BrahMos comes in air, sea and land based versions, which means the strike is not only very fast, but also comes at you from any direction (a heavy truck carrying a ground launch version, any ship capable of housing the beast in the sea launch version, and a heavy bomber or strike plane for the air launched version).

This would allow "tit for tat" strikes using conventional weapons (I take your aircraft carrier, you hit an airbase) without raising the nuclear threshold.

Rick said...

But the underlying for main force conflict between major industrial poers is one that was supposedly expressed by a Navy guy in the 80s, who described our war plan against the Soviets as "Fight with conventional weapons until we're losing, then fight with tactical nukes until we're losing, then blow up the world."

Powers can tit for tat each other, and so long as someone backs down, none the worse off (except for the odd carrier group, etc.).

But if the loser in any round considers losing unacceptable, it is on to the next round, and after a few rounds things get seriously out of hand ...

Thucydides said...

So long as there is some sort of rational calculation of cost/benefit, then the best we can hope for is nations weilding hypersonic boost glide weapons are willing to back down once they have made their point (or the sudden application of force overwhelms the opponents political machinery and they declare defeat or ceasefire).

The arguments that retaliation will involve large numbers of weapons is the one which I think is mooted here, you would probably assign a pair of boost glide missiles to ensure one gets through, which is a certain signal of restraint (a wave of incoming missiles would be a pretty clear sign the gloves are coming off).

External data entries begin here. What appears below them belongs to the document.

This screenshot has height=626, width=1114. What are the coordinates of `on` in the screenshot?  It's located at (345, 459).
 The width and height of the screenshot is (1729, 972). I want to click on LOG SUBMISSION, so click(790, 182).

Of course, no one can always count on being rational

Philippe said...

It's odd, the "e-Panphlet" you linked from Tyler Cowen to isn't available to Canadian accounts. What's the deal?

Rick said...

Welcome to the comment threads!

I have no idea why Cowan's e-pamphlet wouldn't be available to Canadian accounts. Does Amazon have a separate Canadian site (a la Amazon.co.uk)?

Maybe googling would get you to a site where you can order it?

jollyreaper said...

http://online.wsj.com/article/SB10001424052748704587004576242450234233350.html

more at the link

Putting on the Brakes: Mankind Nears the End of the Age of Speed

The human race is slowing down.

When the U.S. space shuttle completes its final flight, planned for June, mankind will take another step back from its top speed. Space shuttles are the fastest reusable manned vehicles ever built. Their maximum was only exceeded by single-shot moon rockets.

The shuttles' retirement follows the grounding over recent years of other ultrafast people carriers, including the supersonic Concorde and the speedier SR-71 Blackbird spy plane. With nothing ready to replace them, our species is decelerating—perhaps for the first time in history.

It has been a good two-century sprint, says Neil Armstrong, who in 1969 covered almost 240,000 miles in less than four days to plant the first human footprint on the Moon. Through the 18th century, he noted in an email exchange, humans could travel by foot or horse at approximately six miles per hour. "In the 19th, with trains, they reached 60 mph. In the 20th, with jet aircraft, we could travel at 600 mph. Can we expect 6,000 mph in the 21st?" he wondered.

"It does not seem likely," Mr. Armstrong continued, although he holds out some hope.

Rick said...

Arguably this is a natural process. Maximum travel speed did not change much from the development of the chariot and horseback riding in the Bronze Age to the beginning of the railroad era.

Most of the increase took place in not much more than a century, c. 1830-1960, and technology then overshot the requirement. The airline industry has no significant interest in SSTs - the additional time they save is not worth the development and operating costs.

Interplanetary travel could add another order of magnitude, to ~100 km/s, as a sort of coda to the industrial revolution. Probably not much more than that, because required drive power goes up as the cube of travel speed, making Really Fast interplanetary travel an economic loser.